Second, companies need to clearly decide where to play — and where not to play. With Xi exerting direct control over China’s supply chains, ambiguity is no longer a strategy. Selectivity is. Companies that delay difficult choices will be outmaneuvered by those that make them early.
Third, CEOs need to recalibrate goals to what is feasible rather than what is familiar. Growth targets based on yesterday’s assumptions will destroy capital tomorrow. Discipline now matters more than optimism.
Fourth, capital generation and allocation need to be rethought from first principles. In which currencies will profits be made? What buffers are needed against political and financial shocks? These are no longer technical questions just for finance teams; they are central strategic judgments.

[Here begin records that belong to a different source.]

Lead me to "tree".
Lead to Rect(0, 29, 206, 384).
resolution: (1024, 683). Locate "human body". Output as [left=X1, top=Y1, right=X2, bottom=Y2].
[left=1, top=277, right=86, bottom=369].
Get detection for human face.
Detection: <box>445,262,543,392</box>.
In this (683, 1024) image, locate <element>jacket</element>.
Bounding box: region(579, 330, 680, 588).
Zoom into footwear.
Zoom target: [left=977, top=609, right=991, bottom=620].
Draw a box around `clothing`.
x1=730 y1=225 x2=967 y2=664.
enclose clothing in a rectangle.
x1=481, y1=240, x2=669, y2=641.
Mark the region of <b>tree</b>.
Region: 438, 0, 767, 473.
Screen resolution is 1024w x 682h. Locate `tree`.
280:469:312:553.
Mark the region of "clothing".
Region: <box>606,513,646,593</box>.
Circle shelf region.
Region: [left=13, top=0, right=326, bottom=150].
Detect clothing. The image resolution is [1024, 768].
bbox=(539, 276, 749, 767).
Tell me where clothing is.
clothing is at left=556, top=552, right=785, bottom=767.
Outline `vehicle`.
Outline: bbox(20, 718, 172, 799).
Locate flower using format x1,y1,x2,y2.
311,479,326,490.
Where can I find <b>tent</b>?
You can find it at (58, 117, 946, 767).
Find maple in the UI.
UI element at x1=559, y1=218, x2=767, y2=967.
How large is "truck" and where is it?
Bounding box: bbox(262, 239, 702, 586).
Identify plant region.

Fifth, costs that cannot be recovered need to be faced honestly. Presences will shrink. Facilities will close. Postponing only increases the final price.
Ultimately, geopolitical judgment needs to move out of government relations silos and into the CEO’s office and the boardroom. This requires a genuine war room mentality. Geopolitical exposure now shapes growth trajectories, margin durability and company market value. This is strategy.
Many allies who accumulate reserves today do so on the basis of open American markets. This openness is no longer unconditional, nor infinite. Davos made this clear — not just to governments, but to anyone responsible for allocating capital and setting direction.
My argument is not ideological. It’s an argument about adaptation. Companies that decide to do so now will continue to grow. Those that don’t will find that alignment risk accumulates faster than financial risk ever accumulated.